Entertainment

‘Kinky Boots’ wins Tony Award for best musical; Cyndi Lauper nabs Best Score honors

Host Neil Patrick Harris and retired boxer Mike Tyson perform during the opening number of the Tony Awards.

Host Neil Patrick Harris and retired boxer Mike Tyson perform during the opening number of the Tony Awards. (REUTERS)

Scarlett Johansson at the Tony Awards.

Scarlett Johansson at the Tony Awards. (AP)

Cyndi Lauper made an impressive Broadway debut last night, winning a Tony for writing the score to “Kinky Boots.”

On stage at Radio City Music Hall, the singer thanked Harvey Fierstein, who wrote the musical’s book, for luring her to Broadway.

“I want to thank Harvey Fierstein for calling me up. I’m so glad I was done with the dishes and answered the phone,” Lauper said.

Lauper and Fierstein have given “Kinky Boots” — originally a 2005 film about a failing shoe factory that begins making drag-queen boots — a fun score and a touching book that celebrates diversity.

“Kinky Boots” also won for choreography and two technical awards, and its star, Billy Porter, won for leading man in a musical.

Porter beat his co-star Stark Sands and said he’d share the award. But “I’ll keep it at my house,” he joked.

Christopher Durang’s comical “Vanya and Sonia and Masha and Spike” won the best-play Tony.

Durang, whose other works include the play “Beyond Therapy,” was a Tony nominee for “A History of the American Film,” and his “Miss Witherspoon” was a Pulitzer Prize nominee in 2006.

Girls were having fun elsewhere, as well.

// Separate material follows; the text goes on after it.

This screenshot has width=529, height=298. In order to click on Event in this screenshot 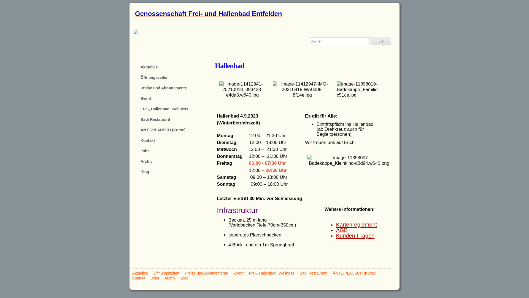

Diane Paulus and Pam MacKinnon both won for directing — marking a rare time two women have nabbed directing Tonys in the same year.

Paulus won her first Tony for directing the high-energy revival of the musical “Pippin,” which also earned its star Patina Miller a best leading actress award.

MacKinnon won for directing the play “Who’s Afraid of Virginia Woolf?” a year after earning her first nomination for helming “Clybourne Park.”

Her revival of Edward Albee’s story of marital strife won the best play revival and earned Tracy Letts his first acting Tony, an upset beating of Tom Hanks.

“The greatest job on Earth. We are the ones who say it to their faces, and we have a unique responsibility,” Letts said.

Andrea Martin, 66, won as featured actress in a musical. Playing Pippin’s grandmother, she sings the music-hall favorite “No Time at All” and stuns audiences nightly by performing stunts that would make a woman a fraction of her age blanch.

Courtney B. Vance won for best featured actor in a play for portraying a newspaper editor opposite Hanks in “Lucky Guy.”

Judith Light won her second featured actress in a play Tony in two years, cementing the former star of TV’s “One Life to Live” and “Who’s the Boss?” as a Broadway luminary.

She followed up her win last year as a wise-cracking alcoholic aunt in “Other Desert Cities” with the role of a wry mother in “The Assembled Parties.”

Cicely Tyson, 88, won best leading actress in a play for the revival of “The Trip to Bountiful.” It was the actress’ first time back on Broadway in three decades.